Contrasting this with the political punk and very real resistance music happening in Europe and elsewhere in the world (and England, your racist Oi scene isn’t going unnoticed here but we’re setting that aside for this particular moment) shows that, like much else about shared American culture, there’s a profound lack of perspective and a massive amplification of extended adolescence. Said adolescence came to the fore as middle-aged dudes from the Offspring, Screeching Weasel, and, only mildly shockingly, Eagles of Death Metal, showed up in defense of this band and particularly these specific actions.

When your crew of defenders includes Noodles, who, mind you, tweeted about misogyny not that long ago (see below), Ben Weasel (I’ll just leave this here to remind you of his ire), and Jesse Hughes showing just how oblivious one man can be by being unable to draw the straight line that runs from misogyny to the incident at the Bataclan, I’m going to say you probably aren’t going to win a lot of points with people who, ya know, aren’t aging hetero white men who still think punk is all about peeing on crowds and “jokes” about molesting teenagers. The dangerous part in their specific actions, though, lies in the fact that they, much more so than the band that acted this way, still carry a certain amount of relevance to their targeted audience includes not only many coming-of-age young males but other demographics as well. That musicians who are popular beyond the narrow scope of the offending party here, not only defended but condoned these actions, serves as a signal to their fans that this kind of behavior is not only ok but something worth praising reinforces decades of misogyny in a scene that really didn’t need more of it.

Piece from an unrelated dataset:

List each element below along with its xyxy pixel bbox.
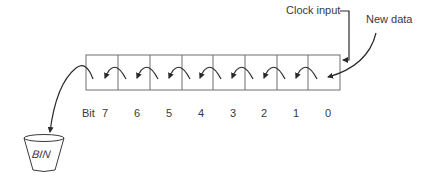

But, see, here’s the thing: punk was always supposed to be better than this. It’s always been offensive and it always will be to someone. On that point, some of this backlash is correct. However, one of the other foundational points of punk is inclusivity. That inclusivity even allowed space for jackasses like the above to survive and thrive. Now they’re just everyone’s drunk uncle at Thanksgiving who are super offended that someone else might want some space in this scene for themselves.

We are supposed to be the community that outcasts come to in order to find a safe haven from “normal” society. The way that scenes came together in the 80s when we were dying off from drug overdoses or how we responded to tough guys and racists in the 90s or how we’ve responded, by and large, to homophobia in the 2000s and beyond, is something to value. But the strange and tenuous dichotomy of “fuck you” and “welcome, fellow stranger/struggler/weirdo” that has always marked the duality of punk is something that, once again, needs to be grappled with if punk is going to evolve once more as dinosaurs like me and Noodles and Hughes and Weasel and, yes, the Dickies, will die while the next generation forms this scene for and by themselves. Will it become a place of welcome respite for our downtrodden and rebellious or will it get stuck in the mire of white manchild culture that still find dick and fart jokes (and much worse) to be high entertainment and expressions of their own raging against a machine that bestows quite a bit of privilege upon them?

And, at some point, punk promoters like Warped’s Kevin Lyman have to reconcile this duality within themselves as we continue to grow up, which often means leaving behind childish friends.